Personalizing care coordination in Colorado

Effective care coordination is critical to supporting our members’ experiences and health outcomes. Care coordination provides connections to essential care and resources. At Rocky Mountain Health Plans, a UnitedHealthcare company, we are dedicated to delivering exceptional, personalized care coordination. Our approach includes connecting each member with a longitudinal care coordinator. For members with unique needs, including complex conditions, we have specialized care coordination to address a wide range of populations and health conditions.

With nearly a 50-year history in Colorado, we are uniquely embedded in the communities that we serve. Our innovative hybrid care coordination model draws on our deep experiences and strategic local partnerships. The hybrid model consists of RMHP-based care coordinators as well as Integrated Community Care Teams (ICCTs). ICCTs are the subject matter experts in their local area; many have decades of trust with both members and providers.

ICCTs consist of interdisciplinary teams that can include both clinical and non-clinical roles. They exist in a variety of settings throughout the area we serve, including within Federally Qualified Health Centers (FQHCs). Their understanding of resources and barriers in their neighborhood enables ICCTs to provide highly individualized, relevant care coordination. They utilize the same workflows and platforms as RMHP-based care coordinators to create a streamlined experience for members.

The Western Slope Native American Resource Center (WSNARC) is one ICCT serving members who are American Indian and Alaska Native. WSNARC specializes in connecting families to culturally responsive, community-based services. Their specialized expertise, local knowledge and lived experiences help get our members connected to the right care and services that address their individual, whole-person needs. By embedding these teams within community organizations and local public health agencies, we aim to make care coordination even more culturally and locally relevant to our members.

For members who have chronic, complex conditions who need more prolonged and intensive support, we provide extended care coordination. A recent analysis of our population of members with complex needs who receive extended care coordination found that those members experienced a 33 percent decrease in Emergency Department utilization and a 31 percent decrease in inpatient utilization. Beyond these statistics, extended care coordination can have a profound impact on the families we serve.

Member Story: The impact of extended care coordination

When D* was born in 2022, she had significant congenital syndromes that required highly specialized, around-the-clock care. D’s family lives in Delta County, about 6 hours from the children’s hospital that provides the kind of care she needed. Once D returned home, she would require multiple therapies and types of care. The children’s hospital experienced barriers finding a licensed provider who could provide skilled care to D at home in Delta County. D’s family took on the complex, exhausting challenge of caring for the fragile infant 24/7. Despite their best efforts, D experienced a respiratory event and pneumonia diagnosis, and needed to be readmitted to the hospital.

Rocky Mountain Health Plan’s team of care coordinators immediately jumped into action to find a sustainable solution to meet D and her family’s needs. They championed the challenge of finding a local option for in-home skilled care in the rural community. The team facilitated meetings with a wide-ranging, interdisciplinary team of stakeholders including D’s parents, local heath care providers, State agency partners and community organizations. Together, this team evaluated the needs, barriers and available resources and determined that a private duty nurse would help support the D’s needs, including preventing hospitalization, reducing costs and providing the best clinical outcomes.

Our care coordination team worked tirelessly, contacting over thirty home health care agencies before identifying one agency that could meet this need. They collaborated with State partners to expedite all licensing requirements. A hospital in a neighboring county identified a Neonatal Intensive Care Nurse to provide overnight care five nights her week. Through this team’s combined efforts, D was able to start physical, occupational and speech therapies that improved her quality of life.

The team continued to facilitate care conferences to provide interventions, support and resources via the interdisciplinary team. This collaboration enabled the D’s family to access needed equipment and resources to support D’s care at home and when traveling throughout the state for care appointments. Our team continues to coordinate weekly check-ins via a community paramedic program to monitor D’s wellbeing. They helped the family navigate social services and obtain a waiver for in-home support services to reduce financial and medical burdens.

D is now growing, smiling and getting love from her family at their home in Delta. Rocky Mountain Health Plans is proud to be part of the collaborative process to help D and her family receive the care and resources they need.

*D’s name was changed to protect patient privacy.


WHAT IS REQUIRED ::
With the images removed, write out every line below exactly.

--- MATERIALS PROVIDED Enclosed Below ---

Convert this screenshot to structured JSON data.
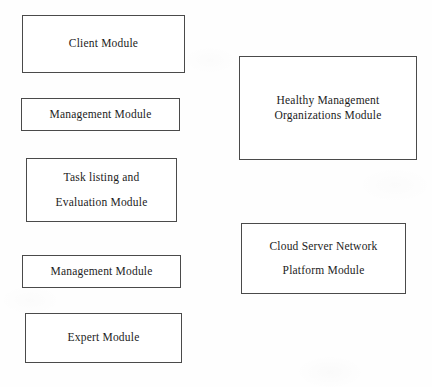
{
  "diagram": {
    "type": "block-diagram",
    "width": 432,
    "height": 387,
    "background_color": "#fefefe",
    "border_color": "#4a4a4a",
    "text_color": "#1c1c1c",
    "nodes": [
      {
        "id": "client-module",
        "lines": [
          "Client Module"
        ],
        "x": 22,
        "y": 15,
        "w": 163,
        "h": 58,
        "column": "left"
      },
      {
        "id": "management-module-top",
        "lines": [
          "Management Module"
        ],
        "x": 21,
        "y": 98,
        "w": 159,
        "h": 33,
        "column": "left"
      },
      {
        "id": "task-listing-and-evaluation-module",
        "lines": [
          "Task listing and",
          "Evaluation Module"
        ],
        "x": 26,
        "y": 158,
        "w": 151,
        "h": 64,
        "column": "left"
      },
      {
        "id": "management-module-bottom",
        "lines": [
          "Management Module"
        ],
        "x": 22,
        "y": 255,
        "w": 159,
        "h": 33,
        "column": "left"
      },
      {
        "id": "expert-module",
        "lines": [
          "Expert Module"
        ],
        "x": 25,
        "y": 313,
        "w": 157,
        "h": 50,
        "column": "left"
      },
      {
        "id": "healthy-management-organizations-module",
        "lines": [
          "Healthy Management",
          "Organizations Module"
        ],
        "x": 239,
        "y": 56,
        "w": 178,
        "h": 104,
        "column": "right"
      },
      {
        "id": "cloud-server-network-platform-module",
        "lines": [
          "Cloud Server Network",
          "Platform Module"
        ],
        "x": 241,
        "y": 223,
        "w": 165,
        "h": 71,
        "column": "right"
      }
    ]
  }
}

--- End of Enclosed MATERIALS PROVIDED ---

WRITTEN SOLUTION ::
Convert this screenshot to structured JSON data.
{
  "diagram": {
    "type": "block-diagram",
    "width": 432,
    "height": 387,
    "background_color": "#fefefe",
    "border_color": "#4a4a4a",
    "text_color": "#1c1c1c",
    "nodes": [
      {
        "id": "client-module",
        "lines": [
          "Client Module"
        ],
        "x": 22,
        "y": 15,
        "w": 163,
        "h": 58,
        "column": "left"
      },
      {
        "id": "management-module-top",
        "lines": [
          "Management Module"
        ],
        "x": 21,
        "y": 98,
        "w": 159,
        "h": 33,
        "column": "left"
      },
      {
        "id": "task-listing-and-evaluation-module",
        "lines": [
          "Task listing and",
          "Evaluation Module"
        ],
        "x": 26,
        "y": 158,
        "w": 151,
        "h": 64,
        "column": "left"
      },
      {
        "id": "management-module-bottom",
        "lines": [
          "Management Module"
        ],
        "x": 22,
        "y": 255,
        "w": 159,
        "h": 33,
        "column": "left"
      },
      {
        "id": "expert-module",
        "lines": [
          "Expert Module"
        ],
        "x": 25,
        "y": 313,
        "w": 157,
        "h": 50,
        "column": "left"
      },
      {
        "id": "healthy-management-organizations-module",
        "lines": [
          "Healthy Management",
          "Organizations Module"
        ],
        "x": 239,
        "y": 56,
        "w": 178,
        "h": 104,
        "column": "right"
      },
      {
        "id": "cloud-server-network-platform-module",
        "lines": [
          "Cloud Server Network",
          "Platform Module"
        ],
        "x": 241,
        "y": 223,
        "w": 165,
        "h": 71,
        "column": "right"
      }
    ]
  }
}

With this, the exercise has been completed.